Astruc nodded, marveling again at how Goose never forgot anything he'd seen or read.

“Then it must be true,” Astruc said.

His voice carried through the clearing, and the deer heard it and darted into the pine trees. A small shelter stood a hundred meters away at the base of the cliff. Stone-walled, slate-roofed, simple wooden door. There were shelters like this all across the Pyrenees. They were marked on maps as
le refuge
. Once only known to smugglers, then to the Spanish Republicans fleeing Fascism, now they were used by tourists from around the world who came to trek across the rugged mountains during the summer months.

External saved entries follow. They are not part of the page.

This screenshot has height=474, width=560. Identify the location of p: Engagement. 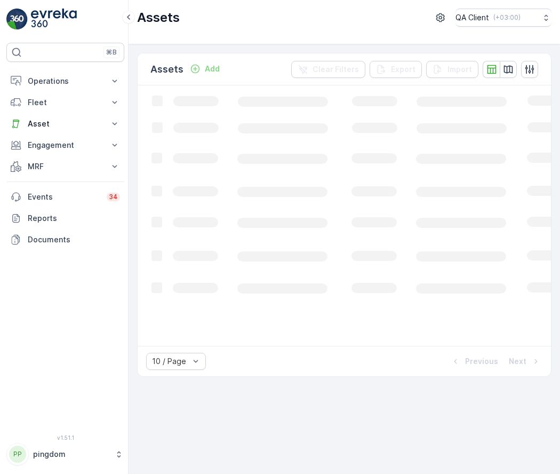
(65, 145).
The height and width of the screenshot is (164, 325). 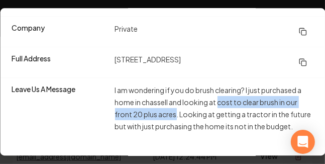 What do you see at coordinates (59, 62) in the screenshot?
I see `dt: Full Address` at bounding box center [59, 62].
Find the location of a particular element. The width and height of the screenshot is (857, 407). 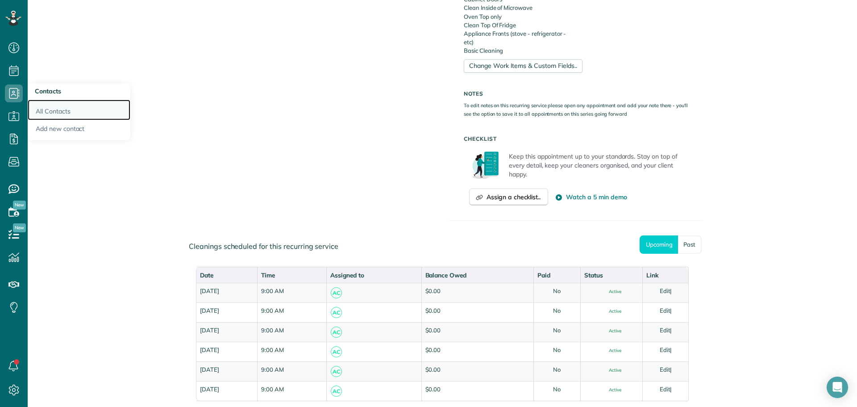

a: All Contacts is located at coordinates (79, 110).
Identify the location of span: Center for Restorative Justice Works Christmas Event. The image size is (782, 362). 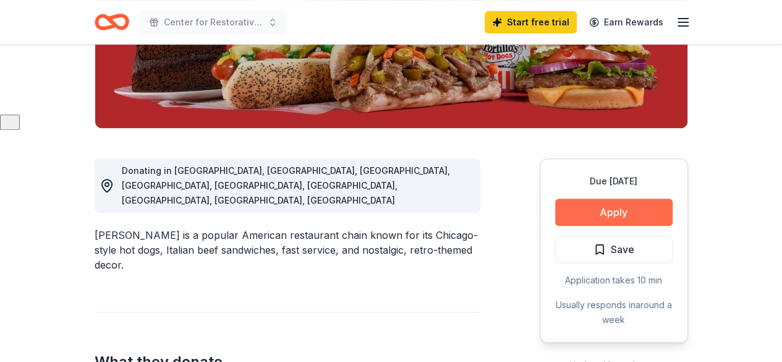
(213, 22).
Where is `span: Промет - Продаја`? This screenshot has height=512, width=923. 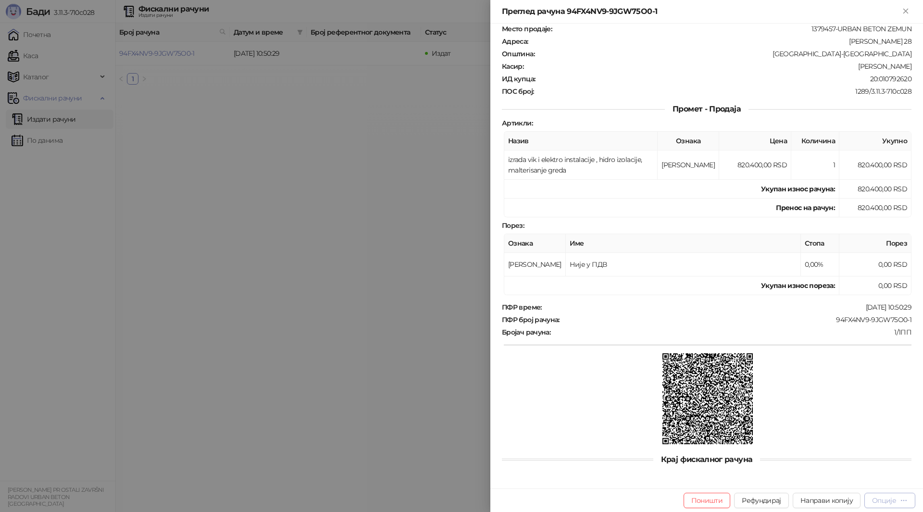 span: Промет - Продаја is located at coordinates (706, 109).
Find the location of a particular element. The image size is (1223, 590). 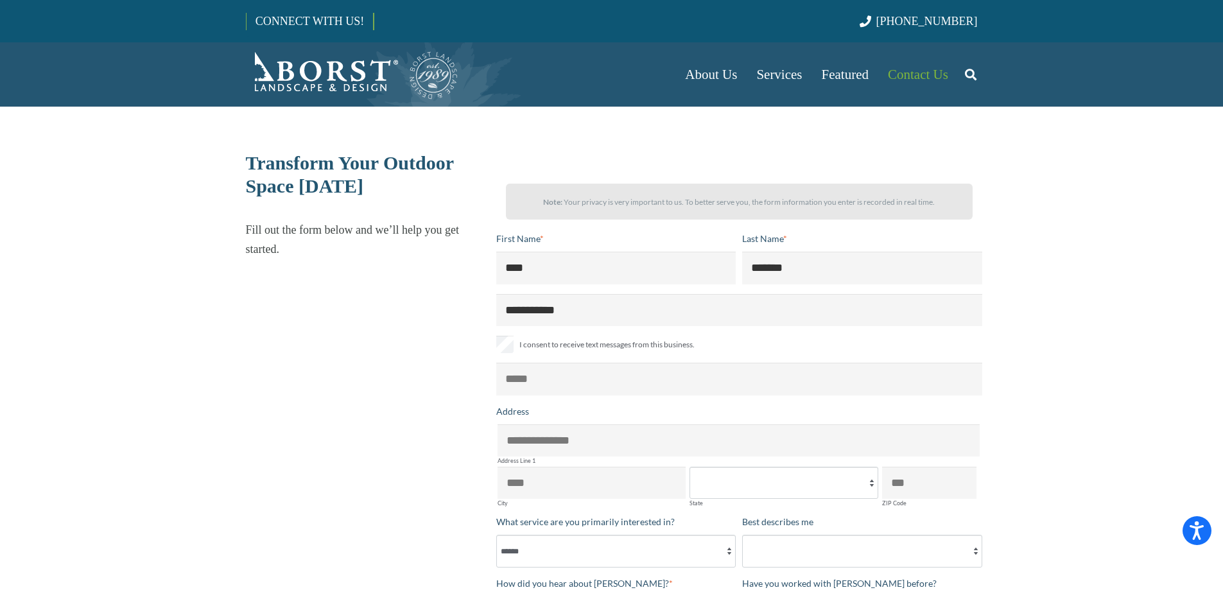

span: About Us is located at coordinates (710, 74).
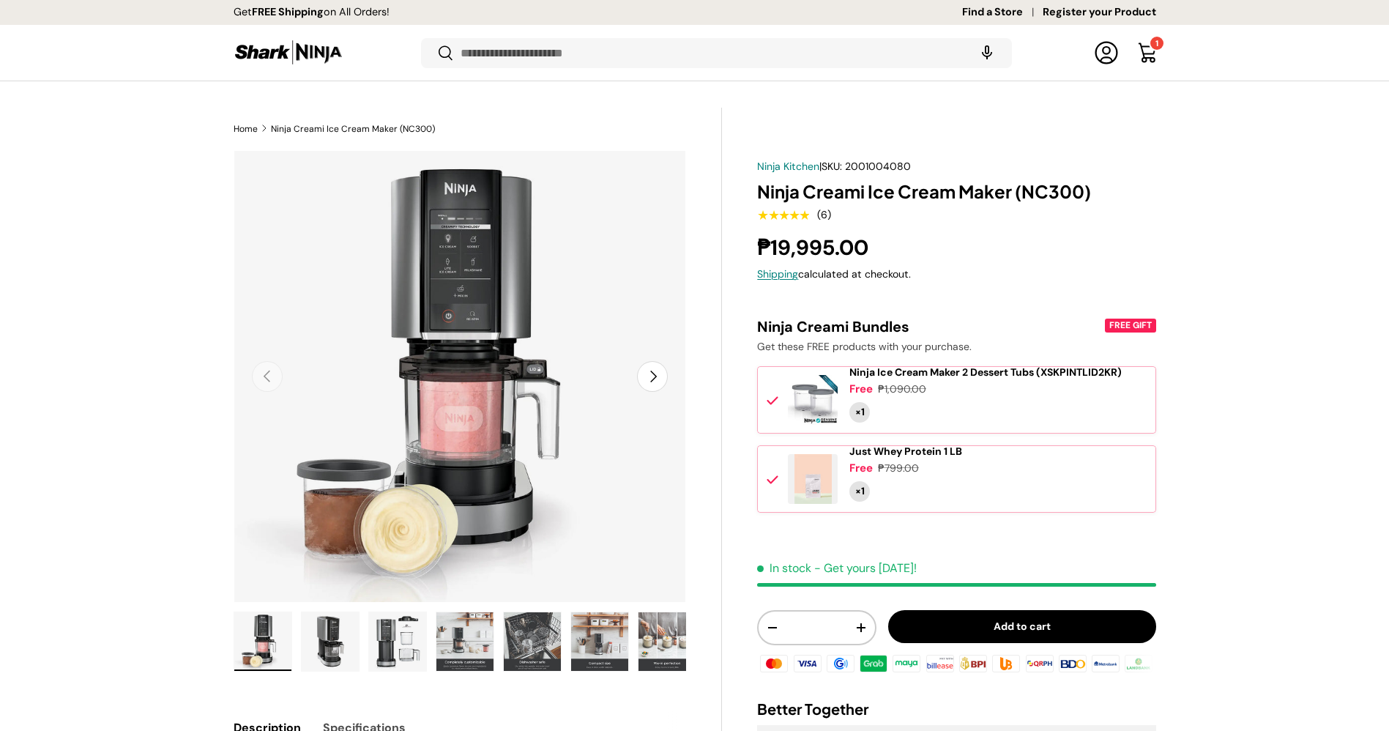 The height and width of the screenshot is (731, 1389). What do you see at coordinates (1138, 663) in the screenshot?
I see `img: landbank` at bounding box center [1138, 663].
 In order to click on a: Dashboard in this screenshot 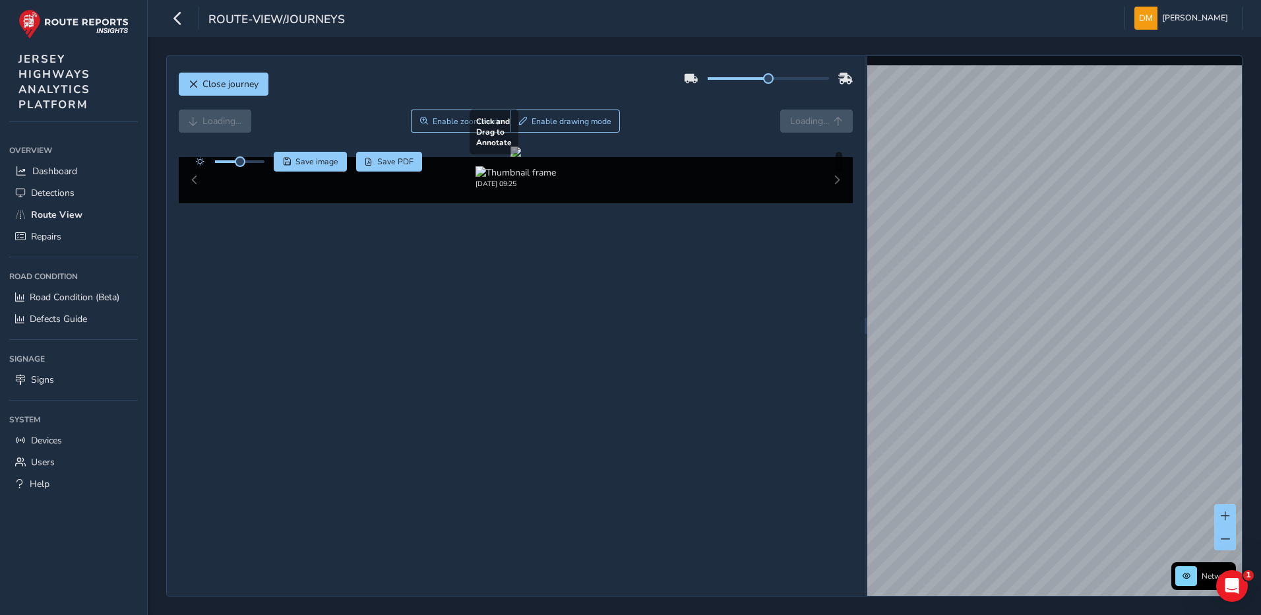, I will do `click(73, 171)`.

Astruc led the way to the shelter, found an official notice tacked to the door advising passersby that use of the shelter was
interdit
without an official permit from the commune authorities in Auzat. But it was autumn now, and the pass at Heaven's Gate was closed. There would be no tourists coming this way, or officials from the commune checking for permits.

They went inside.

It was dim, damp. The only light came through a small window on the south wall. Inside were two wood-framed bunk beds with straw mattresses, either side of the shelter, and a stone fireplace built into the north wall. Goose took off his backpack, pulled his hoodie from his head. He opened the backpack, found four candles, and anchored them in the slits of the roughly hewn floor. He lit the wicks, and the shelter glowed with warm light. He unrolled his sleeping bag and spread it over one of the lower bunks. Astruc took off his own backpack, unrolled his own sleeping bag on the opposite bunk. He sat down and sighed.

“It's been a long day, but a blessed day for the world. Oh, Goose, what have you done with the hard drive?”